Another clip, filmed in the Heravi district in north-east Tehran and confirmed by BBC Persian and BBC Verify, shows a crowd of protesters marching on a road and calling for the end of the clerical establishment.
‘US ready to help’
On Saturday, Trump wrote on social media: “Iran is looking at FREEDOM, perhaps like never before. The USA stands ready to help!!!”
He did not elaborate, but US media reported that Trump had been briefed on options for military strikes in the country. The New York Times and Wall Street Journal (WSJ) reported that the briefings had taken place, with the Journal describing them as “preliminary discussions”. An unnamed official told the WSJ there was no “imminent threat” to Iran, the paper wrote.
Last year, the US conducted airstrikes on Iranian nuclear facilities.

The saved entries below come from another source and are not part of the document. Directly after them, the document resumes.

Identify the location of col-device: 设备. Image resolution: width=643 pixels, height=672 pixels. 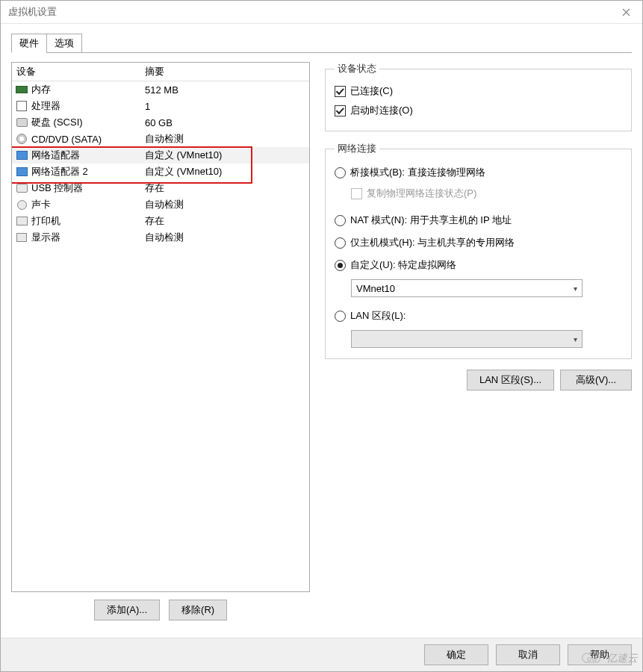
(81, 72).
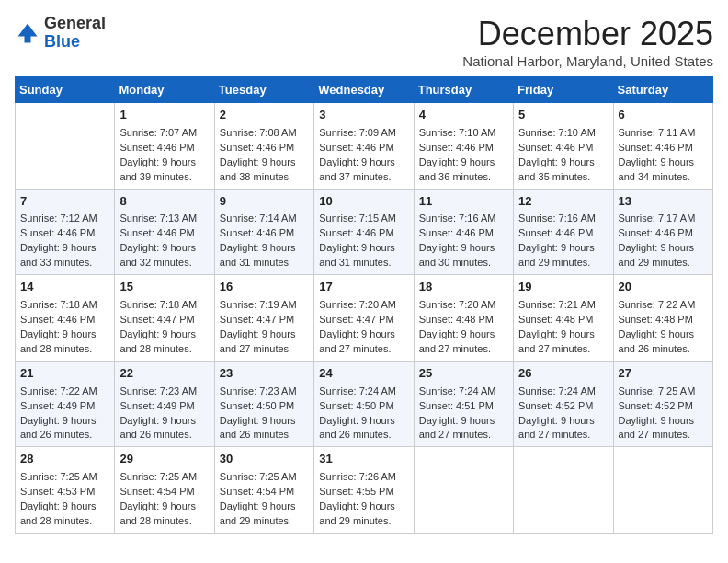 Image resolution: width=728 pixels, height=563 pixels. Describe the element at coordinates (61, 33) in the screenshot. I see `logo: General Blue` at that location.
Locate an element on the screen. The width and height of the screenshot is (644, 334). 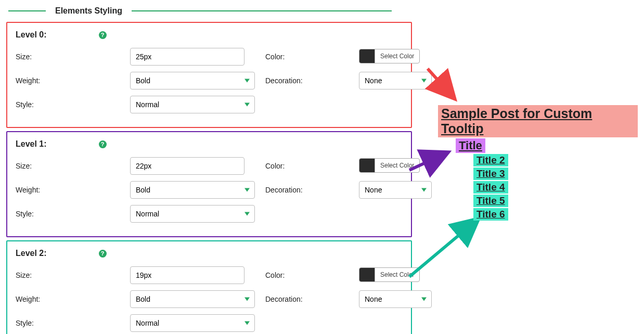
level-0-title: Level 0: is located at coordinates (31, 35).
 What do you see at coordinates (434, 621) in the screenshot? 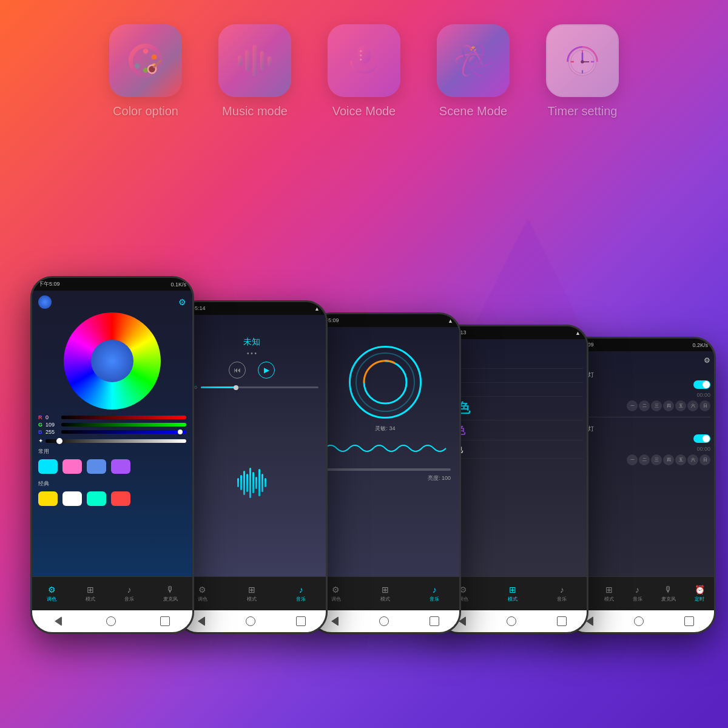
I see `recents-btn3` at bounding box center [434, 621].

US Senator Lindsey Graham posted several times in support of the protests on social media, writing: “To the Iranian people: your long nightmare is soon coming to a close.”
Their “bravery and determination to end your oppression” had been “noticed” by the US president, he said. “Help is on the way,” he added in the same post.
Earlier, he said: “To the regime leadership: your brutality against the great people of Iran will not go unchallenged.”
As dawn broke on Sunday in Iran, Reza Pahlavi, the exiled son of Iran’s last shah (king), whose return protesters have been calling for, posted a video to X.
Its caption said: “Know that you are not alone. Your compatriots around the world are proudly shouting your voice… In particular, President Trump, as the leader of the free world, has carefully observed your indescribable bravery and has announced that he is ready to help you.”
He added: “I know that I will soon be by your side.”
US-based Pahlavi has been calling for people to take to the streets, and has said he is preparing to return to the country.
He claimed the Islamic republic was facing a “severe shortage of mercenaries” and that “many armed and security forces have left their workplaces or disobeyed orders to suppress the people”. The BBC could not verify these claims.
Pahlavi encouraged people to continue protesting on Sunday evening, but to stay in groups or with crowds and not “endanger your lives”.
Amnesty International said it was analysing “distressing reports that security forces had intensified their unlawful use of lethal force against protesters” since Thursday.
Foreign Secretary Yvette Cooper said those speaking out against Khamenei’s government should not face “the threat of violence or reprisals”.
Since Friday night, staff at three hospitals have told the BBC they had been overwhelmed with casualties. The BBC Persian service has verified that 70 bodies were brought to just one hospital in Rasht city on Friday night.
BBC Persian has confirmed the identities of 26 people killed, including six children. Members of the security forces have also been killed, with one human rights group putting the number at 14.
A hospital worker in Tehran described “very horrible scenes”, saying there were so many wounded that staff did not have time to perform CPR, and that morgues did not have enough room to store the bodies of those who had died.
“Around 38 people died. Many as soon as they reached the emergency beds… direct shots to the heads of the young people, to their hearts as well. Many of them didn’t even make it to the hospital.”
The hospital worker said the dead or wounded were young people. “Couldn’t look at many of them, they were 20-25 years old.”
The protests have been the most widespread since an uprising in 2022 sparked by the death in custody of Mahsa Amini, a young Kurdish woman who was detained by morality police for allegedly not wearing her hijab properly.
More than 550 people were killed and 20,000 detained by security forces over several months, according to human rights groups.